Poisoning Attacks
Poisoning attacks depend on the attacker’s objective, they may launch a random attack or attack a specific target. In random attacks, they aim to reduce the FL model’s accuracy and in case of targeted attacks, they aim at influencing the model to output wrong labels ie. the labels intended by the attacker and they generally have a specific goal to achieve. Poisoning attacks can happen in two ways, data poisoning (during local data collection) and model poisoning (during the model training process).
- Data Poisoning: here the attacker corrupts/changes labels of the data and may also try to modify the individual features or small parts of the training data. This attack is generally carried out by the FL clients/participants and the impact depends on the extent to which the FL participants engage.
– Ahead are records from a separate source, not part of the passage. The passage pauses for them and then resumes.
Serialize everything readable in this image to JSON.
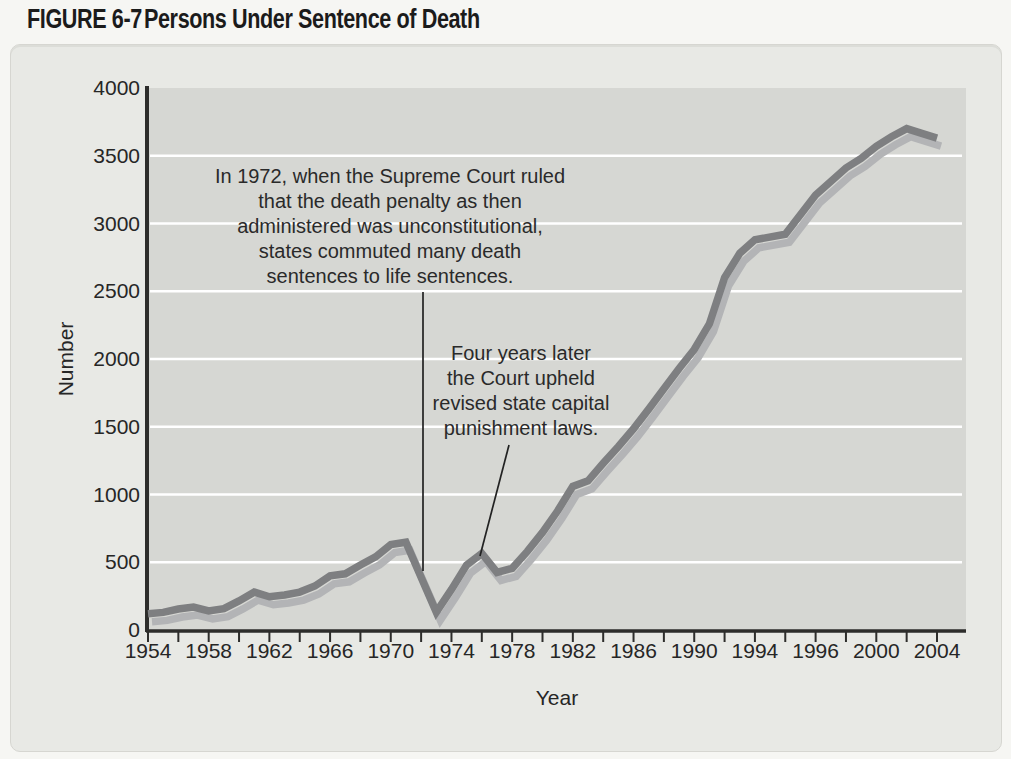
{
  "figure": {
    "label": "FIGURE 6-7",
    "title": "Persons Under Sentence of Death"
  },
  "chart_data": {
    "type": "line",
    "title": "Persons Under Sentence of Death",
    "xlabel": "Year",
    "ylabel": "Number",
    "ylim": [
      0,
      4000
    ],
    "y_ticks": [
      0,
      500,
      1000,
      1500,
      2000,
      2500,
      3000,
      3500,
      4000
    ],
    "x_tick_labels": [
      "1954",
      "1958",
      "1962",
      "1966",
      "1970",
      "1974",
      "1978",
      "1982",
      "1986",
      "1990",
      "1994",
      "1996",
      "2000",
      "2004"
    ],
    "grid": "horizontal white gridlines every 500",
    "legend": "none",
    "series": [
      {
        "name": "Persons under sentence of death",
        "points": [
          [
            1954,
            120
          ],
          [
            1955,
            130
          ],
          [
            1956,
            155
          ],
          [
            1957,
            170
          ],
          [
            1958,
            140
          ],
          [
            1959,
            158
          ],
          [
            1960,
            215
          ],
          [
            1961,
            280
          ],
          [
            1962,
            245
          ],
          [
            1963,
            258
          ],
          [
            1964,
            280
          ],
          [
            1965,
            325
          ],
          [
            1966,
            400
          ],
          [
            1967,
            415
          ],
          [
            1968,
            480
          ],
          [
            1969,
            540
          ],
          [
            1970,
            630
          ],
          [
            1971,
            648
          ],
          [
            1972,
            390
          ],
          [
            1973,
            132
          ],
          [
            1974,
            300
          ],
          [
            1975,
            480
          ],
          [
            1976,
            565
          ],
          [
            1977,
            425
          ],
          [
            1978,
            455
          ],
          [
            1979,
            580
          ],
          [
            1980,
            720
          ],
          [
            1981,
            880
          ],
          [
            1982,
            1060
          ],
          [
            1983,
            1100
          ],
          [
            1984,
            1230
          ],
          [
            1985,
            1355
          ],
          [
            1986,
            1485
          ],
          [
            1987,
            1630
          ],
          [
            1988,
            1780
          ],
          [
            1989,
            1930
          ],
          [
            1990,
            2070
          ],
          [
            1991,
            2260
          ],
          [
            1992,
            2600
          ],
          [
            1993,
            2780
          ],
          [
            1994,
            2880
          ],
          [
            1995,
            2920
          ],
          [
            1996,
            3210
          ],
          [
            1997,
            3310
          ],
          [
            1998,
            3410
          ],
          [
            1999,
            3480
          ],
          [
            2000,
            3570
          ],
          [
            2001,
            3640
          ],
          [
            2002,
            3700
          ],
          [
            2003,
            3665
          ],
          [
            2004,
            3630
          ]
        ]
      }
    ],
    "annotations": [
      {
        "lines": [
          "In 1972, when the Supreme Court ruled",
          "that the death penalty as then",
          "administered was unconstitutional,",
          "states commuted many death",
          "sentences to life sentences."
        ],
        "text": "In 1972, when the Supreme Court ruled that the death penalty as then administered was unconstitutional, states commuted many death sentences to life sentences."
      },
      {
        "lines": [
          "Four years later",
          "the Court upheld",
          "revised state capital",
          "punishment laws."
        ],
        "text": "Four years later the Court upheld revised state capital punishment laws."
      }
    ]
  },
  "colors": {
    "page_bg": "#f6f6f3",
    "panel_bg": "#e8e9e5",
    "plot_bg": "#d6d7d3",
    "gridline": "#ffffff",
    "axis": "#2d2d2b",
    "line_dark": "#7e7f81",
    "line_shadow": "#b3b4b6",
    "text": "#262626"
  }
}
- Model Poisoning: here the attacker aims to poison the local model updates before sending them to the server or the attacker may also try to insert a backdoor to the global model for corrupting it. Model poisoning has more impact compared to data poisoning since tweaking the model completely changes its characteristics thereby misclassifying the data. These attacks have more impact when the attacker tries to escape from getting detected by using an alternating minimization strategy to alternately optimize for the training loss.
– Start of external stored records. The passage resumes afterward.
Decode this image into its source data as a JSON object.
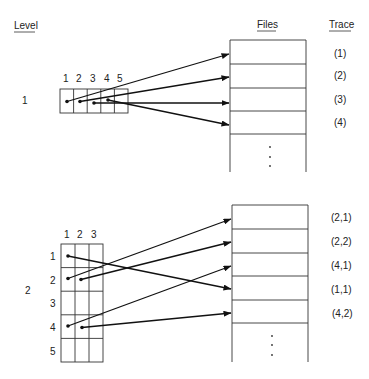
{
  "headers": {
    "level": "Level",
    "files": "Files",
    "trace": "Trace"
  },
  "level1": {
    "label": "1",
    "columns": [
      "1",
      "2",
      "3",
      "4",
      "5"
    ],
    "traces": [
      "(1)",
      "(2)",
      "(3)",
      "(4)"
    ],
    "pointers": [
      {
        "from_col": 1,
        "to_row": 1
      },
      {
        "from_col": 2,
        "to_row": 2
      },
      {
        "from_col": 3,
        "to_row": 3
      },
      {
        "from_col": 4,
        "to_row": 4
      }
    ]
  },
  "level2": {
    "label": "2",
    "columns": [
      "1",
      "2",
      "3"
    ],
    "rows": [
      "1",
      "2",
      "3",
      "4",
      "5"
    ],
    "traces": [
      "(2,1)",
      "(2,2)",
      "(4,1)",
      "(1,1)",
      "(4,2)"
    ],
    "pointers": [
      {
        "from": "(1,1)",
        "to_row": 4
      },
      {
        "from": "(2,1)",
        "to_row": 1
      },
      {
        "from": "(2,2)",
        "to_row": 2
      },
      {
        "from": "(4,1)",
        "to_row": 3
      },
      {
        "from": "(4,2)",
        "to_row": 5
      }
    ]
  },
  "ellipsis": "⋮"
}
Threats and vulnerabilities in Federated Learning
Prerequisites – Collaborative Learning – Federated Learning, Google Cloud Platform – Understanding Federated Learning on Cloud
In this article, we will learn review what is federated learning and its advantages over conventional machine learning algorithms. In the later part let’s try to understand the threats and vulnerabilities in federated learning architecture in simple terms.